Park officials were not able to tell Kuntz which mares would be targeted for the contraception research project, he said.

Kuntz feels after this roundup’s culling and contraception combination, it might be too late to save the park’s Nokota line.

“They are culling 11 of them that we classify as Nokota’s,” Kuntz said.

Castle McLaughlin, associate Curator of Native American Ethnography at the Peabody Museum at Harvard University, conducted an extensive study on the horse’s background and her findings were ignored, Kuntz said.

Naylor said while the park has no intention of getting rid of all the horses in the park, their historical evidence is lacking.

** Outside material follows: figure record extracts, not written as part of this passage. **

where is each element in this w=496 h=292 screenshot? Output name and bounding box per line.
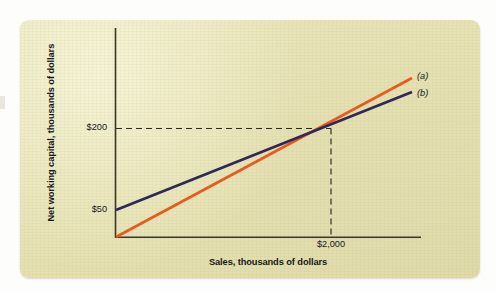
figure-page: Net working capital, thousands of dollar…	[0, 0, 496, 292]
y-axis-title: Net working capital, thousands of dollar…	[47, 33, 56, 233]
x-axis-title: Sales, thousands of dollars	[115, 258, 421, 267]
x-tick-label-2000: $2,000	[296, 240, 366, 249]
y-tick-label-50: $50	[63, 205, 107, 214]
series-label-a: (a)	[417, 72, 428, 81]
series-line-a	[116, 78, 412, 237]
series-line-b	[116, 92, 412, 210]
series-label-b: (b)	[417, 89, 428, 98]
y-tick-label-200: $200	[63, 123, 107, 132]
chart-plot-area	[0, 0, 496, 292]
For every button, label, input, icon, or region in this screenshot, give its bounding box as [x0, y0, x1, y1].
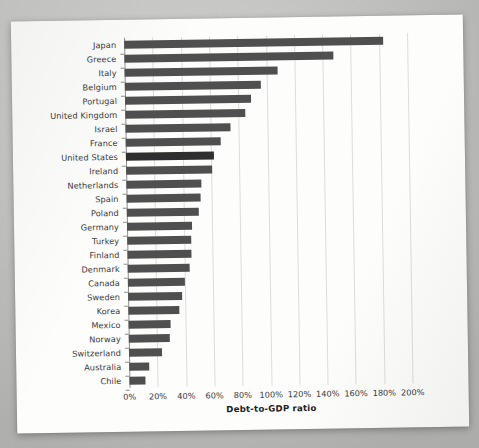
x-tick-label: 80%: [234, 390, 252, 400]
category-label: Netherlands: [67, 180, 118, 191]
bar-row: [126, 162, 409, 174]
bar-netherlands: [126, 180, 201, 189]
bar-poland: [127, 208, 199, 217]
bar-row: [124, 50, 407, 62]
bar-row: [129, 344, 412, 356]
bar-chile: [129, 377, 145, 385]
bar-row: [126, 176, 409, 188]
category-label: Sweden: [87, 292, 120, 303]
category-label: Japan: [93, 40, 116, 50]
bar-greece: [124, 52, 334, 63]
bar-denmark: [128, 264, 190, 273]
category-label: Chile: [100, 376, 121, 386]
bar-row: [125, 120, 408, 132]
bar-row: [126, 134, 409, 146]
category-label: Portugal: [82, 96, 117, 107]
bar-row: [125, 106, 408, 118]
x-tick-label: 100%: [259, 389, 283, 399]
bar-belgium: [125, 81, 261, 91]
category-label: Spain: [95, 194, 119, 204]
category-label: Switzerland: [72, 348, 121, 359]
bar-row: [127, 204, 410, 216]
category-label: Mexico: [91, 320, 120, 330]
category-label: Ireland: [89, 166, 118, 176]
bar-row: [129, 358, 412, 370]
bar-finland: [127, 250, 191, 259]
bar-japan: [124, 37, 383, 49]
category-label: Germany: [81, 222, 119, 233]
bar-row: [125, 64, 408, 76]
x-tick-label: 120%: [288, 389, 312, 399]
bar-row: [128, 274, 411, 286]
bar-row: [128, 260, 411, 272]
printed-page: JapanGreeceItalyBelgiumPortugalUnited Ki…: [11, 14, 469, 433]
category-label: United Kingdom: [50, 110, 117, 121]
bar-row: [127, 246, 410, 258]
category-label: Norway: [89, 334, 121, 344]
bar-sweden: [128, 292, 182, 301]
bar-row: [128, 302, 411, 314]
bar-united-states: [126, 151, 214, 160]
category-label: Australia: [84, 362, 121, 373]
x-tick-label: 20%: [149, 391, 167, 401]
bar-switzerland: [129, 348, 162, 357]
bar-israel: [125, 123, 230, 133]
bar-row: [126, 148, 409, 160]
screenshot-scene: JapanGreeceItalyBelgiumPortugalUnited Ki…: [0, 0, 479, 448]
y-tick-mark: [126, 390, 130, 391]
category-label: France: [90, 138, 118, 148]
bar-row: [129, 316, 412, 328]
bar-france: [126, 137, 221, 146]
bar-norway: [129, 334, 170, 343]
category-axis-labels: JapanGreeceItalyBelgiumPortugalUnited Ki…: [11, 38, 126, 390]
x-tick-label: 40%: [177, 391, 195, 401]
bar-row: [129, 372, 412, 384]
category-label: Korea: [97, 306, 121, 316]
bar-united-kingdom: [125, 109, 245, 119]
plot-area: [124, 33, 412, 387]
bar-row: [128, 288, 411, 300]
bar-mexico: [129, 320, 172, 329]
x-tick-label: 160%: [344, 388, 368, 398]
bar-turkey: [127, 236, 191, 245]
x-tick-label: 0%: [123, 392, 136, 402]
debt-to-gdp-bar-chart: JapanGreeceItalyBelgiumPortugalUnited Ki…: [11, 14, 469, 433]
category-label: Italy: [98, 68, 116, 78]
bar-row: [127, 232, 410, 244]
bar-germany: [127, 222, 192, 231]
category-label: Canada: [88, 278, 120, 288]
category-label: Greece: [87, 54, 117, 64]
x-tick-label: 200%: [401, 387, 425, 397]
bar-spain: [127, 194, 201, 203]
category-label: Poland: [91, 208, 119, 218]
x-tick-label: 140%: [316, 388, 340, 398]
bar-series: [124, 33, 412, 387]
bar-row: [124, 36, 407, 48]
category-label: Israel: [94, 124, 117, 134]
bar-row: [129, 330, 412, 342]
bar-ireland: [126, 165, 212, 174]
x-tick-label: 180%: [373, 388, 397, 398]
bar-korea: [128, 306, 179, 315]
category-label: Finland: [89, 250, 119, 260]
x-tick-label: 60%: [205, 390, 223, 400]
bar-row: [127, 190, 410, 202]
category-label: United States: [61, 152, 118, 163]
bar-row: [125, 92, 408, 104]
category-label: Belgium: [82, 82, 116, 93]
category-label: Denmark: [81, 264, 119, 275]
bar-canada: [128, 278, 185, 287]
bar-australia: [129, 362, 149, 370]
bar-italy: [125, 66, 278, 76]
bar-portugal: [125, 95, 251, 105]
bar-row: [125, 78, 408, 90]
category-label: Turkey: [92, 236, 119, 246]
bar-row: [127, 218, 410, 230]
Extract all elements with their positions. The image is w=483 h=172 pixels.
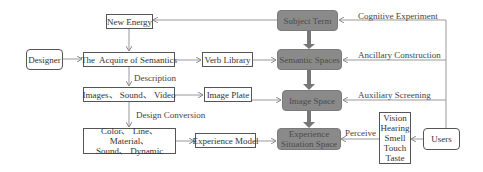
node-label-line1: Experience bbox=[289, 129, 329, 139]
node-image-space: Image Space bbox=[282, 90, 342, 111]
node-label: New Energy bbox=[107, 17, 152, 27]
node-images-sound-video: Images、 Sound、 Video bbox=[83, 87, 175, 102]
node-users: Users bbox=[423, 128, 460, 150]
node-label-line2: Situation Space bbox=[281, 139, 337, 149]
node-label: The Acquire of Semantics bbox=[81, 55, 177, 65]
node-verb-library: Verb Library bbox=[202, 52, 253, 67]
node-label: Image Plate bbox=[207, 90, 250, 100]
node-label: Users bbox=[431, 134, 452, 144]
sense-vision: Vision bbox=[383, 113, 406, 123]
node-experience-situation-space: Experience Situation Space bbox=[277, 128, 341, 150]
node-label: Experience Model bbox=[192, 136, 258, 146]
node-experience-model: Experience Model bbox=[195, 133, 256, 148]
node-label: Designer bbox=[28, 55, 61, 65]
node-designer: Designer bbox=[26, 49, 63, 70]
edge-label-auxiliary-screening: Auxiliary Screening bbox=[358, 90, 431, 100]
node-subject-term: Subject Term bbox=[277, 10, 338, 31]
node-semantic-spaces: Semantic Spaces bbox=[277, 49, 342, 70]
node-label-line2: Sound、 Dynamic bbox=[96, 146, 163, 156]
edge-label-cognitive-experiment: Cognitive Experiment bbox=[358, 11, 438, 21]
node-label: Semantic Spaces bbox=[279, 55, 340, 65]
edge-label-description: Description bbox=[134, 73, 176, 83]
sense-smell: Smell bbox=[384, 133, 405, 143]
node-senses: Vision Hearing Smell Touch Taste bbox=[379, 112, 411, 164]
node-label: Images、 Sound、 Video bbox=[83, 90, 176, 100]
sense-hearing: Hearing bbox=[381, 123, 410, 133]
diagram-canvas: New Energy Designer The Acquire of Seman… bbox=[0, 0, 483, 172]
sense-touch: Touch bbox=[384, 143, 406, 153]
node-label: Image Space bbox=[289, 96, 335, 106]
edge-label-ancillary-construction: Ancillary Construction bbox=[358, 50, 441, 60]
node-new-energy: New Energy bbox=[106, 14, 153, 29]
node-acquire-semantics: The Acquire of Semantics bbox=[83, 52, 175, 67]
node-label: Verb Library bbox=[204, 55, 250, 65]
node-label-line1: Color、 Line、 Material、 bbox=[84, 126, 175, 146]
node-color-line-material: Color、 Line、 Material、 Sound、 Dynamic bbox=[83, 128, 176, 154]
node-label: Subject Term bbox=[284, 16, 332, 26]
sense-taste: Taste bbox=[386, 153, 405, 163]
edge-label-design-conversion: Design Conversion bbox=[136, 110, 205, 120]
edge-label-perceive: Perceive bbox=[345, 128, 376, 138]
node-image-plate: Image Plate bbox=[204, 87, 252, 102]
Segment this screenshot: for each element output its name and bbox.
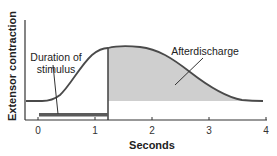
x-axis-title: Seconds	[129, 139, 175, 151]
x-tick-label-2: 2	[149, 125, 155, 136]
chart-canvas: 0 1 2 3 4 Seconds Extensor contraction D…	[0, 0, 277, 156]
x-tick-label-0: 0	[35, 125, 41, 136]
x-tick-label-4: 4	[263, 125, 269, 136]
afterdischarge-label: Afterdischarge	[171, 45, 239, 57]
x-tick-label-1: 1	[92, 125, 98, 136]
duration-label-line2: stimulus	[37, 63, 76, 75]
y-axis-title: Extensor contraction	[6, 11, 18, 121]
stimulus-bar	[39, 113, 108, 117]
x-tick-label-3: 3	[206, 125, 212, 136]
duration-label-line1: Duration of	[30, 51, 81, 63]
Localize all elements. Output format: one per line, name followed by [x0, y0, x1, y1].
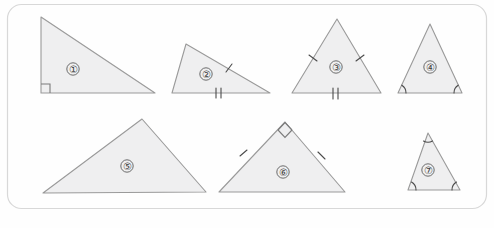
triangle-7: ⑦: [408, 133, 460, 190]
triangles-diagram: ① ② ③ ④: [0, 0, 494, 228]
triangle-5: ⑤: [43, 119, 206, 193]
triangle-4-shape: [398, 24, 462, 93]
triangle-2: ②: [172, 44, 270, 98]
triangle-7-label: ⑦: [424, 166, 433, 176]
triangle-5-shape: [43, 119, 206, 193]
triangle-6-right-tick-icon: [318, 152, 325, 159]
triangle-6: ⑥: [219, 122, 345, 192]
triangle-3-shape: [292, 19, 381, 93]
triangle-6-shape: [219, 122, 345, 192]
triangle-5-label: ⑤: [123, 162, 132, 172]
triangle-3: ③: [292, 19, 381, 99]
triangle-2-shape: [172, 44, 270, 93]
triangle-6-label: ⑥: [279, 168, 288, 178]
triangle-7-shape: [408, 133, 460, 190]
triangle-4-label: ④: [426, 63, 435, 73]
triangle-6-left-tick-icon: [240, 150, 247, 156]
triangle-1: ①: [41, 17, 155, 93]
triangle-1-shape: [41, 17, 155, 93]
triangle-4: ④: [398, 24, 462, 93]
figure-stage: ① ② ③ ④: [0, 0, 494, 228]
triangle-2-label: ②: [202, 70, 211, 80]
triangle-1-label: ①: [69, 65, 78, 75]
triangle-3-label: ③: [332, 63, 341, 73]
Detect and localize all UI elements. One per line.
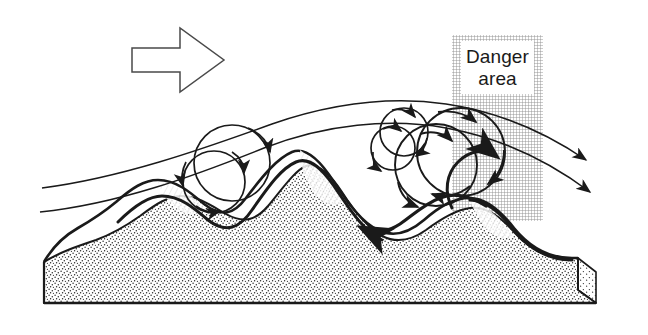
diagram-canvas: Danger area (0, 0, 648, 335)
rotor-upwind-inner (183, 151, 245, 213)
rotor-upwind-outer (194, 125, 270, 201)
rotor-lee-small-lower (371, 126, 415, 170)
wind-direction-arrow (132, 28, 224, 92)
mountain-wave-diagram (0, 0, 648, 335)
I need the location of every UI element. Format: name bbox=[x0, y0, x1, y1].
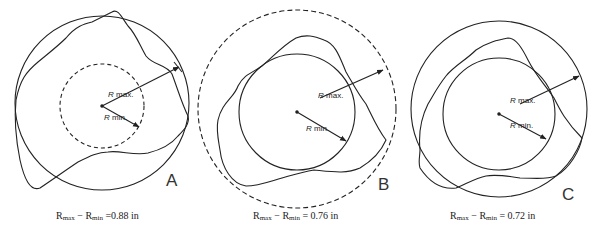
caption-a: Rmax − Rmin =0.88 in bbox=[56, 210, 139, 222]
svg-text:R min.: R min. bbox=[510, 121, 533, 130]
caption-b: Rmax − Rmin = 0.76 in bbox=[253, 210, 338, 222]
panel-letter-b: B bbox=[378, 175, 389, 194]
panel-letter-a: A bbox=[166, 171, 178, 190]
outer-circle-b bbox=[198, 10, 396, 208]
panel-b-labels: R max. R min. B bbox=[306, 91, 389, 194]
outer-circle-c bbox=[411, 21, 587, 197]
r-max-arrow-a bbox=[102, 67, 179, 106]
svg-text:R min.: R min. bbox=[104, 113, 127, 122]
svg-text:R min.: R min. bbox=[306, 124, 329, 133]
panel-letter-c: C bbox=[562, 185, 574, 204]
outer-circle-a bbox=[15, 16, 189, 190]
profile-trace-a bbox=[15, 11, 188, 189]
svg-text:R max.: R max. bbox=[108, 90, 133, 99]
panel-b bbox=[198, 10, 396, 208]
svg-text:R max.: R max. bbox=[318, 91, 343, 100]
profile-trace-b bbox=[217, 36, 386, 186]
caption-c: Rmax − Rmin = 0.72 in bbox=[450, 210, 535, 222]
roundness-diagram: R max. R min. A R max. R min. B R max. R… bbox=[0, 0, 599, 245]
svg-text:R max.: R max. bbox=[510, 96, 535, 105]
panel-c bbox=[411, 21, 587, 197]
panel-a bbox=[15, 11, 189, 190]
panel-a-labels: R max. R min. A bbox=[104, 90, 178, 190]
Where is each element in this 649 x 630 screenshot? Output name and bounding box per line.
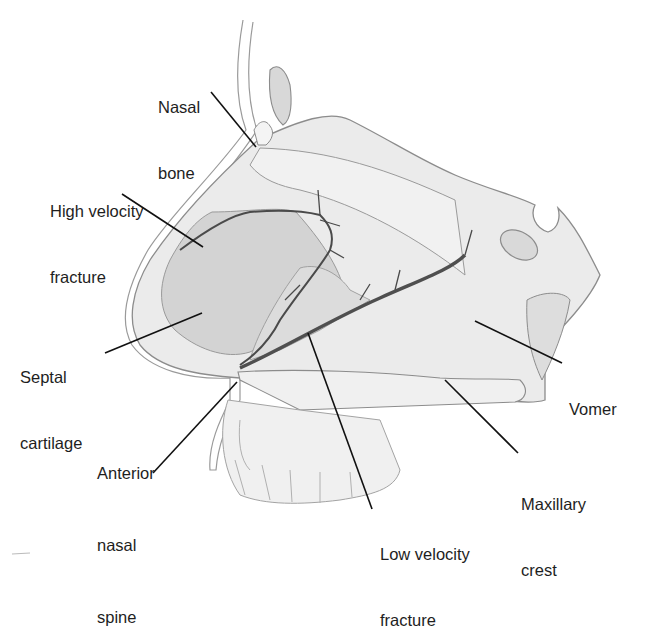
- label-septal-cartilage: Septal cartilage: [20, 322, 82, 498]
- label-line: Septal: [20, 366, 82, 388]
- label-line: Anterior: [97, 461, 155, 485]
- label-line: Maxillary: [521, 493, 586, 515]
- label-line: Low velocity: [380, 543, 470, 565]
- label-line: fracture: [380, 609, 470, 630]
- label-vomer: Vomer: [569, 354, 617, 464]
- label-line: crest: [521, 559, 586, 581]
- label-line: Vomer: [569, 398, 617, 420]
- label-line: nasal: [97, 533, 155, 557]
- label-line: spine: [97, 605, 155, 629]
- label-nasal-bone: Nasal bone: [158, 52, 200, 228]
- label-line: fracture: [50, 266, 144, 288]
- label-high-velocity-fracture: High velocity fracture: [50, 156, 144, 332]
- label-anterior-nasal-spine: Anterior nasal spine: [97, 413, 155, 630]
- label-line: cartilage: [20, 432, 82, 454]
- label-line: Nasal: [158, 96, 200, 118]
- label-maxillary-crest: Maxillary crest: [521, 449, 586, 625]
- label-low-velocity-fracture: Low velocity fracture: [380, 499, 470, 630]
- label-line: bone: [158, 162, 200, 184]
- label-line: High velocity: [50, 200, 144, 222]
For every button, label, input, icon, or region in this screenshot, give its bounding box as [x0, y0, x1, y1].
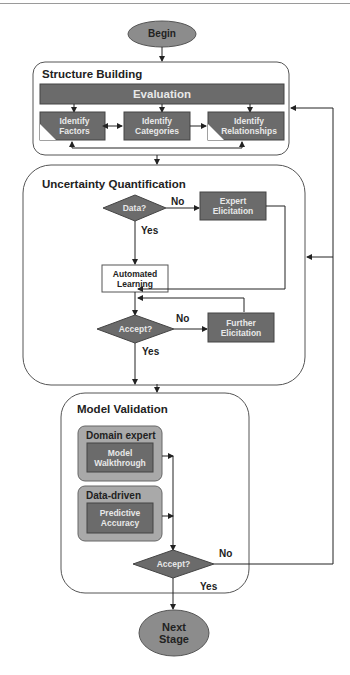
- identify-factors-label: Identify Factors: [44, 112, 105, 140]
- data-yes-label: Yes: [141, 225, 158, 236]
- accept-no-label-2: No: [219, 548, 232, 559]
- group-title-structure-building: Structure Building: [42, 68, 142, 80]
- model-walkthrough-label: Model Walkthrough: [87, 443, 153, 472]
- expert-elicitation-label: Expert Elicitation: [200, 192, 266, 220]
- identify-categories-label: Identify Categories: [124, 112, 190, 140]
- group-title-model-validation: Model Validation: [77, 403, 168, 415]
- data-driven-title: Data-driven: [86, 490, 141, 501]
- data-no-label: No: [171, 196, 184, 207]
- domain-expert-title: Domain expert: [86, 430, 155, 441]
- evaluation-label: Evaluation: [40, 84, 284, 104]
- accept-decision-2-label: Accept?: [133, 557, 214, 571]
- accept-no-label-1: No: [176, 313, 189, 324]
- group-title-uncertainty-quantification: Uncertainty Quantification: [42, 178, 186, 190]
- identify-relationships-label: Identify Relationships: [214, 112, 284, 140]
- next-stage-label: Next Stage: [139, 620, 209, 646]
- accept-decision-1-label: Accept?: [97, 322, 174, 336]
- accept-yes-label-1: Yes: [142, 346, 159, 357]
- data-decision-label: Data?: [103, 201, 166, 215]
- predictive-accuracy-label: Predictive Accuracy: [87, 503, 153, 533]
- accept-yes-label-2: Yes: [200, 581, 217, 592]
- begin-label: Begin: [128, 27, 196, 41]
- automated-learning-label: Automated Learning: [102, 265, 168, 292]
- further-elicitation-label: Further Elicitation: [208, 313, 274, 342]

“We don’t have any evidence that these horses are direct descendants of horses that belonged to Sitting Bull,” Naylor said. “We’ve read all of the original sources. We’ve read the work of Castle McLaughlin and the others who have done historic studies and there is just nothing to point to that.”

Naylor said the horses are primarily descendants of escaped or wild ranch horses released prior to the park being fenced in the 1930s.

“Their job is to preserve living, natural things in these parks,” said Leo Kuntz, president of the Nokota Horse Conservancy. “It’s probably the best documented strain of feral horses there is.”

“It’s a slap in the face to the whole country what they’re doing,” Frank Kuntz said.